The ayatollahs always want to have the ability to deny their involvement in hostile acts, which is why they are such generous sponsors of numerous terrorist groups.

- Con Coughlin, defence editor of The Daily Telegraph

This was back in 1987 when, at the height of the Iran-Iraq war, the Royal Navy joined an international task force to protect shipping in the Gulf that was vulnerable to attack by Iran’s Revolutionary Guard. And while the war-fighting capabilities of warships has changed considerably since I joined HMS Broadsword, a 4,400-ton Type 22 frigate, on one of the Navy’s Armilla patrols, the challenge of dealing with the unpredictable and relatively primitive naval threat posed by the Guard’s fast patrol boats remains very much the same.

At a time when tensions in the Gulf are already high as a result of Tehran’s stand-off with Washington, any slight misjudgement on the part of the crew of HMS Montrose recently as they prevented Iranian gunboats from harassing the BP-registered tanker British Heritage could have led to a serious escalation in the crisis. And this, of course, is just what the Iranians would like to see: Western warships blamed for accidental attacks on civilian shipping.

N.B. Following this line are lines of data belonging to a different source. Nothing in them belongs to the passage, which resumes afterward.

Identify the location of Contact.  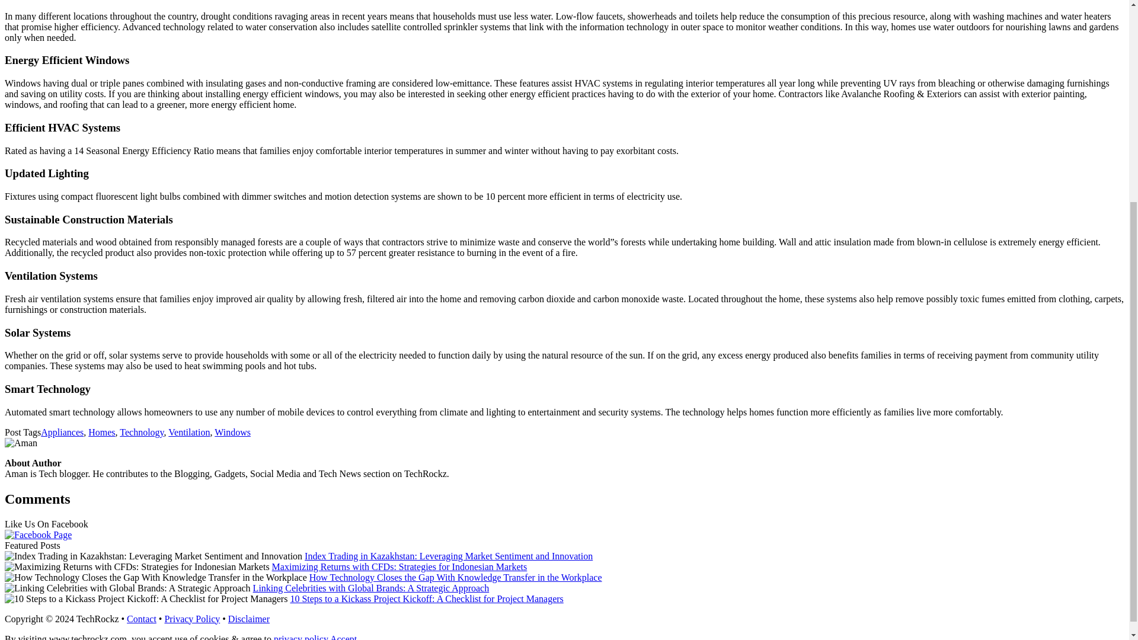
(141, 619).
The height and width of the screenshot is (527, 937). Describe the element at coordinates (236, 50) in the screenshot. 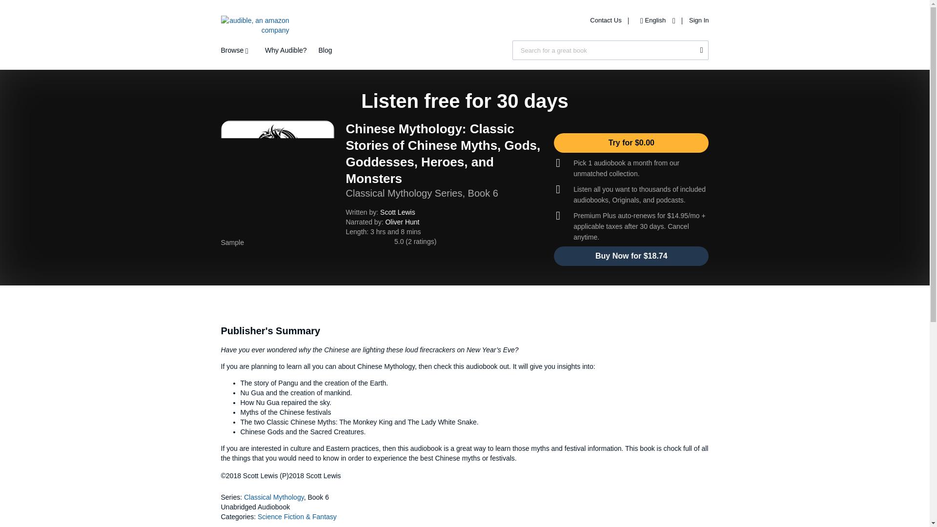

I see `Browse` at that location.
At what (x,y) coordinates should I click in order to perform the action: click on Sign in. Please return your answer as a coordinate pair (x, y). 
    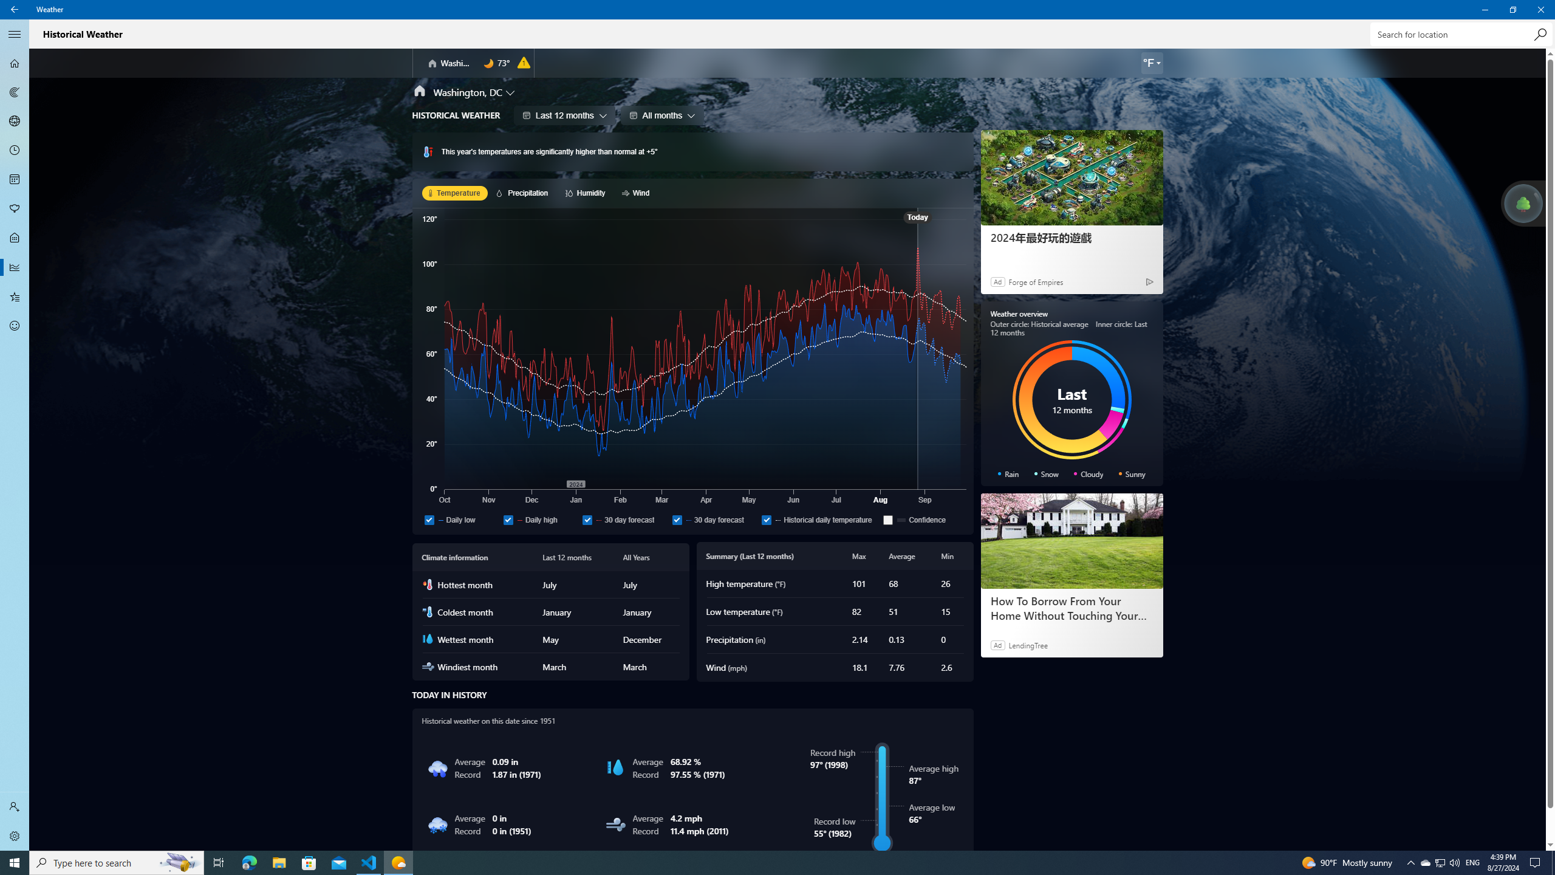
    Looking at the image, I should click on (15, 807).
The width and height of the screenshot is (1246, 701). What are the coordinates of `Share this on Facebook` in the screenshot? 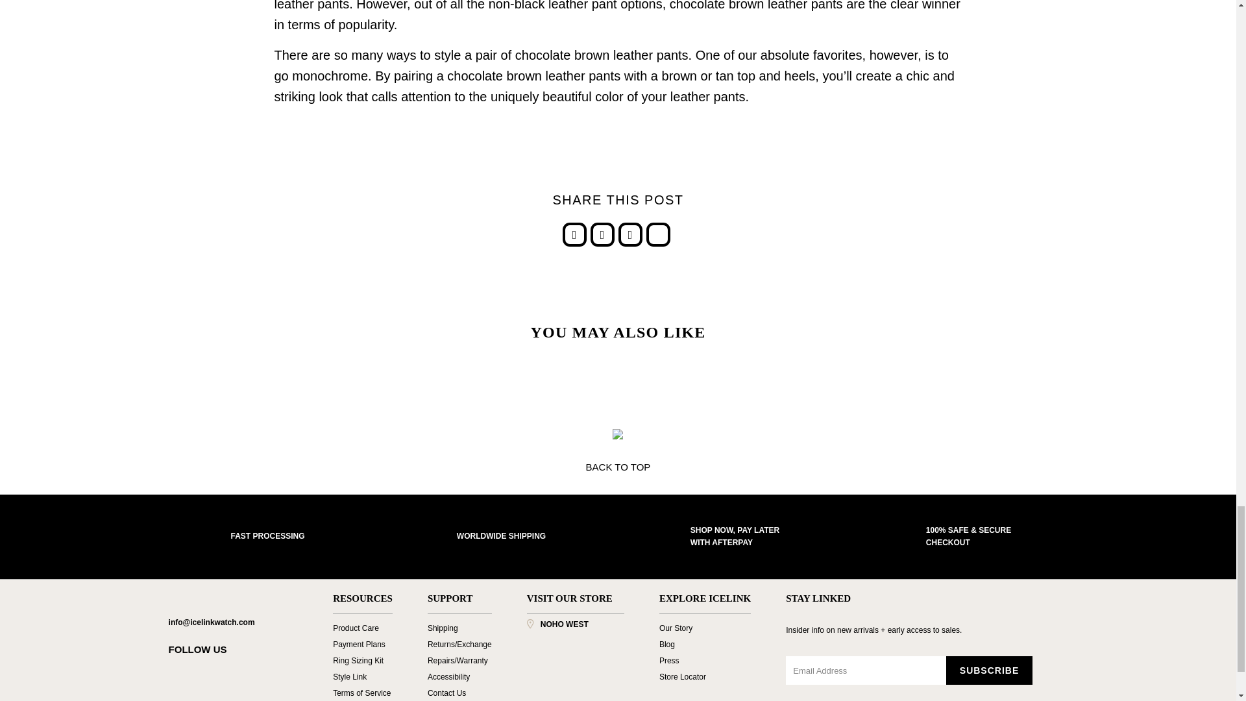 It's located at (602, 234).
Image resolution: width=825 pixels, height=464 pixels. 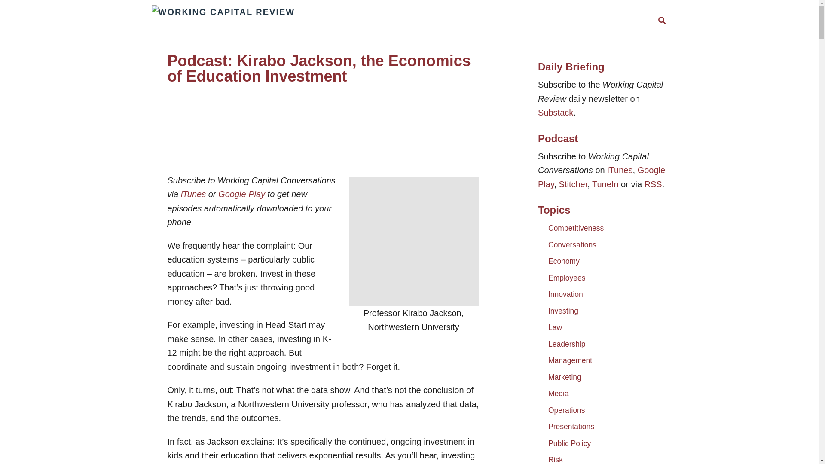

Iran has no navy of its own to speak of — most of the British-built ships from the Shah’s era are unfit for modern warfare. And even if they were of some use, conducting conventional military operations does not suit the Iranian regime’s modus operandi. The ayatollahs always want to have the ability to deny their involvement in hostile acts, which is why they are such generous sponsors of numerous terrorist groups.

Moreover, when the Iranian economy is suffering badly from US sanctions, Tehran is desperate not to give Washington another pretext for increasing further the economic pain in a country where the rial, the national currency, has plunged in value by more than 60 per cent in the past year and inflation is up by 40 per cent.

So disrupting shipping in the Gulf without being blamed for it is really about the only viable option that is available to the ayatollahs.

— The Telegraph Group Limited, London 2019

Con Coughlin is the Daily Telegraph’s defence editor and chief foreign affairs columnist.